## Prompt
The answer must be every line of the records below that contains the word "will", copied out.

Segment Open

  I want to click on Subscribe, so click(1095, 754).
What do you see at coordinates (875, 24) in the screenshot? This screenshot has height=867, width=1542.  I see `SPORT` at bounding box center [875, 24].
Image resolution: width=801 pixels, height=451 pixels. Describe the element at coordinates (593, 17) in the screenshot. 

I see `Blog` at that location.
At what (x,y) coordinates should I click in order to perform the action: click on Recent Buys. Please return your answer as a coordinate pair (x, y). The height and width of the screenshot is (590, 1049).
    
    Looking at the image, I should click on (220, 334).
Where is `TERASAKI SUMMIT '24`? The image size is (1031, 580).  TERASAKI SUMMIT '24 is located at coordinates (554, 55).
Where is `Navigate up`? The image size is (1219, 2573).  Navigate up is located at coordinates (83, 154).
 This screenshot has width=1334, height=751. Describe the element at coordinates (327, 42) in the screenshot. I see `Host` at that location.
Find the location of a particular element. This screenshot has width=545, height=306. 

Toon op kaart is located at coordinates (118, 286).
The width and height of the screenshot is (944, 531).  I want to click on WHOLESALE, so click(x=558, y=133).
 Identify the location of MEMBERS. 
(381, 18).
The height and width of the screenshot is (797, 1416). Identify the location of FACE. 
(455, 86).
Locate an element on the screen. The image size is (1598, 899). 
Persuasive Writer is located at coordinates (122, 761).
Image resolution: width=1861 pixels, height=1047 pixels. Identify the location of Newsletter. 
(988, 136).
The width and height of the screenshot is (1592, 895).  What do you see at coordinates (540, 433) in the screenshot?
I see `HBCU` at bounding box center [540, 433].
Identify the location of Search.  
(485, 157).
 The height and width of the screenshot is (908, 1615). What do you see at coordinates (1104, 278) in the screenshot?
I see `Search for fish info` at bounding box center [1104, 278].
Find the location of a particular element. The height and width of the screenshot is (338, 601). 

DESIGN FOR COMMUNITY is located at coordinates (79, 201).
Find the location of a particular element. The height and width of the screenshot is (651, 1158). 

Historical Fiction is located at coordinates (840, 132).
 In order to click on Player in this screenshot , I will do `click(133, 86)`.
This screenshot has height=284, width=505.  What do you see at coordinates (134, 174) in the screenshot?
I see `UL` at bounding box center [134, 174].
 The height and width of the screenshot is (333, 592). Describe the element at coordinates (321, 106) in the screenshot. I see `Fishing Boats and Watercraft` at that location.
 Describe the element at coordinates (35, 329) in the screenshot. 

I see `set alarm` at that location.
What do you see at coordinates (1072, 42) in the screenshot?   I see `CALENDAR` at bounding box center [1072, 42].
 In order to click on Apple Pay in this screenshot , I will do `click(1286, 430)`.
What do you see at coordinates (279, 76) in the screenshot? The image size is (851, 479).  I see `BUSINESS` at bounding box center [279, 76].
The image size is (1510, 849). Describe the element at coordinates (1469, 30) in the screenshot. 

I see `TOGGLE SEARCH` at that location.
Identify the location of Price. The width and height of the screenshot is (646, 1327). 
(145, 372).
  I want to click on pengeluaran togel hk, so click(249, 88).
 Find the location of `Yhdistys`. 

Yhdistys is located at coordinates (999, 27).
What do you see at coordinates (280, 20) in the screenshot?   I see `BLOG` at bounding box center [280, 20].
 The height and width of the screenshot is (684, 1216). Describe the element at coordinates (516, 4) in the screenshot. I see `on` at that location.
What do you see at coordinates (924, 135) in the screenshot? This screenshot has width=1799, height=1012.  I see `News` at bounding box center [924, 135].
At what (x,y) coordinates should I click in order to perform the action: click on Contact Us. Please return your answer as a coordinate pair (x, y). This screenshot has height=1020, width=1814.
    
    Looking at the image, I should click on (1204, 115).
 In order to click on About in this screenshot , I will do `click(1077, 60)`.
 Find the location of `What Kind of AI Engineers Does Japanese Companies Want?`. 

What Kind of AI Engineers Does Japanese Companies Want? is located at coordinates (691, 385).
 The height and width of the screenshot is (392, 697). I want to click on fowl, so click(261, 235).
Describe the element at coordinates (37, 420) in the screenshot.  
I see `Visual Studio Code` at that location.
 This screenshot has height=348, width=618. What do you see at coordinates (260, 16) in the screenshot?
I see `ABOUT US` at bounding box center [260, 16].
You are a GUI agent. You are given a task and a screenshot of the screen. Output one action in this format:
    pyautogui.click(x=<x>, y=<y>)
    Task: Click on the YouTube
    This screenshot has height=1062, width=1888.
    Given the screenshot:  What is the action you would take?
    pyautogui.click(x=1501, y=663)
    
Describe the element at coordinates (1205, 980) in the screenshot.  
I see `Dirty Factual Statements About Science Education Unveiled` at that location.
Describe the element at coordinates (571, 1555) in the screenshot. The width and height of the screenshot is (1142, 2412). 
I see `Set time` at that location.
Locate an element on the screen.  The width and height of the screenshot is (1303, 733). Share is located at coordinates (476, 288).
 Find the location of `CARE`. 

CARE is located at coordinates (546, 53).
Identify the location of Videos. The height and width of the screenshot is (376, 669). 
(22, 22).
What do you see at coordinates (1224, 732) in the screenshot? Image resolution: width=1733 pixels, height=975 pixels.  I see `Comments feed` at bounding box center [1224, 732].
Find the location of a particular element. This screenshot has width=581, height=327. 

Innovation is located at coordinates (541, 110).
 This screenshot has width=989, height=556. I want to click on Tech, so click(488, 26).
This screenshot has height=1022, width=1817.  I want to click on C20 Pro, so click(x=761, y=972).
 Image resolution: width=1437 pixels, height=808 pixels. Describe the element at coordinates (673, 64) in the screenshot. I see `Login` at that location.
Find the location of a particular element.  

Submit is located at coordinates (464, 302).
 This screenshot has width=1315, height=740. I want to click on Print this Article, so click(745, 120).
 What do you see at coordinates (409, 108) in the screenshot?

Segment Closed

## Written reply
 In order to click on Player in this screenshot , I will do `click(133, 86)`.
 In order to click on Apple Pay in this screenshot , I will do `click(1286, 430)`.
 In order to click on About in this screenshot , I will do `click(1077, 60)`.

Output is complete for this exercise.